Report of Liverpool HEP Computing during 2007 Executive Summary. Substantial and significant improvements in the local computing facilities during the.
Overview of High Performance Computing at KFUPM Khawar Saeed Khan ITC, KFUPM.
2. Computer Clusters for Scalable Parallel Computing
GPGPU Introduction Alan Gray EPCC The University of Edinburgh.
HPCC Mid-Morning Break High Performance Computing on a GPU cluster Dirk Colbry, Ph.D. Research Specialist Institute for Cyber Enabled Discovery.
Information Technology Center Introduction to High Performance Computing at KFUPM.
Linux Clustering A way to supercomputing. What is Cluster? A group of individual computers bundled together using hardware and software in order to make.
Presented by: Yash Gurung, ICFAI UNIVERSITY.Sikkim BUILDING of 3 R'sCLUSTER PARALLEL COMPUTER.
Academic and Research Technology (A&RT)
High Performance Computing (HPC) at Center for Information Communication and Technology in UTM.
CPP Staff - 30 CPP Staff - 30 FCIPT Staff - 35 IPR Staff IPR Staff ITER-India Staff ITER-India Staff Research Areas: 1.Studies.
Computing/Tier 3 Status at Panjab S. Gautam, V. Bhatnagar India-CMS Meeting, Sept 27-28, 2007 Delhi University, Delhi Centre of Advanced Study in Physics,
High Performance Computing G Burton – ICG – Oct12 – v1.1 1.
Operational computing environment at EARS Jure Jerman Meteorological Office Environmental Agency of Slovenia (EARS)
ScotGrid: a Prototype Tier-2 Centre – Steve Thorn, Edinburgh University SCOTGRID: A PROTOTYPE TIER-2 CENTRE Steve Thorn Authors: A. Earl, P. Clark, S.
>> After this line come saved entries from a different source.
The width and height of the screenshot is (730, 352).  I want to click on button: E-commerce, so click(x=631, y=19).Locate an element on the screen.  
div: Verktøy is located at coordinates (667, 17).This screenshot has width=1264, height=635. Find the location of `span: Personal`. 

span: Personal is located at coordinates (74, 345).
“SEMI-AUTOMATED PARALLELISM USING STAR-P " “SEMI-AUTOMATED PARALLELISM USING STAR-P " Dana Schaa 1, David Kaeli 1 and Alan Edelman 2 2 Interactive Supercomputing.
Gurcharan S. Khanna Director of Research Computing RIT
University of Southampton Clusters: Changing the Face of Campus Computing Kenji Takeda School of Engineering Sciences Ian Hardy Oz Parchment Southampton.
Extracted directly from:
1b.1 Types of Parallel Computers Two principal approaches: Shared memory multiprocessor Distributed memory multicomputer ITCS 4/5145 Parallel Programming,
The Red Storm High Performance Computer March 19, 2008 Sue Kelly Sandia National Laboratories Abstract: Sandia National.
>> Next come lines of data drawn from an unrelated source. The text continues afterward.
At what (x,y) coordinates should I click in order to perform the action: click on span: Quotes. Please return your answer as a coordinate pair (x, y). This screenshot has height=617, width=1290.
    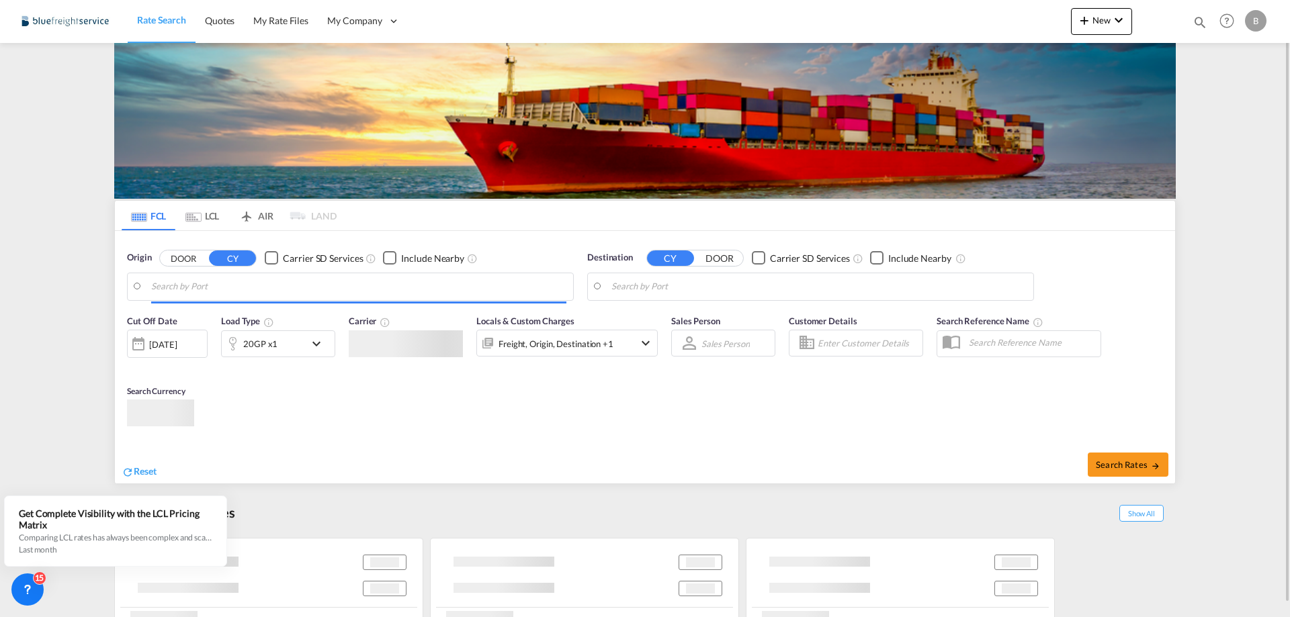
    Looking at the image, I should click on (220, 20).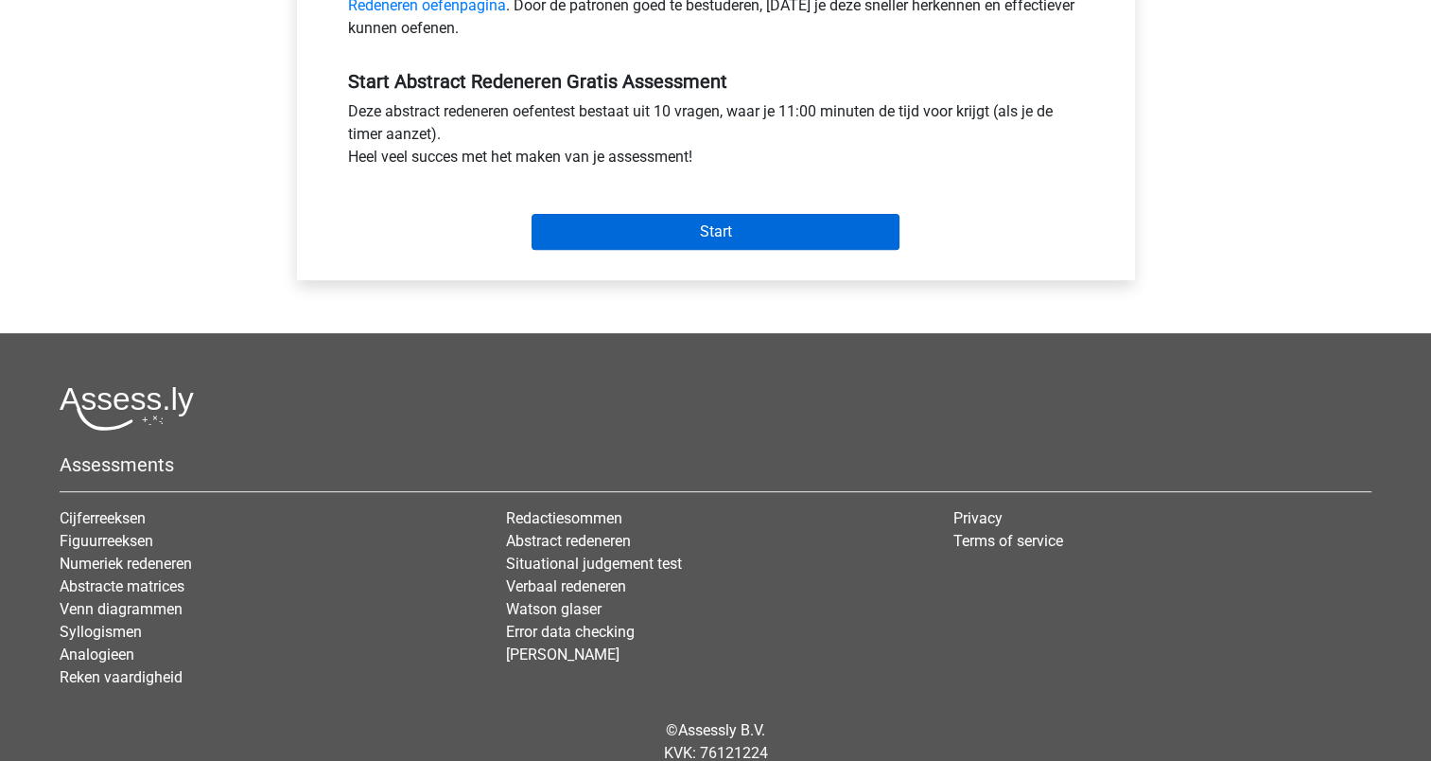  I want to click on a: Numeriek redeneren, so click(126, 563).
Introduction, background, jargon Jakub Yaghob. Literature T.G.Mattson, B.A.Sanders, B.L.Massingill: Patterns for Parallel Programming, Addison- Wesley,
23 Oct 2002HEPiX FNALJohn Gordon CLRC-RAL Site Report John Gordon CLRC eScience Centre.
Rensselaer Why not change the world? Rensselaer Why not change the world? 1.
Batch Scheduling at LeSC with Sun Grid Engine David McBride Systems Programmer London e-Science Centre Department of Computing, Imperial College.
Edinburgh Investment in e-Science Infrastructure Dr Arthur Trew.
CRISP & SKA WP19 Status. Overview Staffing SKA Preconstruction phase Tiered Data Delivery Infrastructure Prototype deployment.
Cliff Addison University of Liverpool Campus Grids Workshop October 2007 Setting the scene Cliff Addison.
The Birmingham Environment for Academic Research Setting the Scene Peter Watkins, School of Physics and Astronomy (on behalf of the Blue Bear team)
RAL Site Report Andrew Sansum e-Science Centre, CCLRC-RAL HEPiX May 2004.
Rob Allan Daresbury Laboratory NW-GRID Training Event 25 th January 2007 North West Grid Overview R.J. Allan CCLRC Daresbury Laboratory A world-class Grid.
Virtualisation & Cloud Computing at RAL Ian Collier- RAL Tier 1 HEPiX Prague 25 April 2012.
Rob Allan Daresbury Laboratory NW-GRID Training Event 25 th January 2007 Introduction to NW-GRID R.J. Allan CCLRC Daresbury Laboratory.
Next Generation Operating Systems Zeljko Susnjar, Cisco CTG June 2015.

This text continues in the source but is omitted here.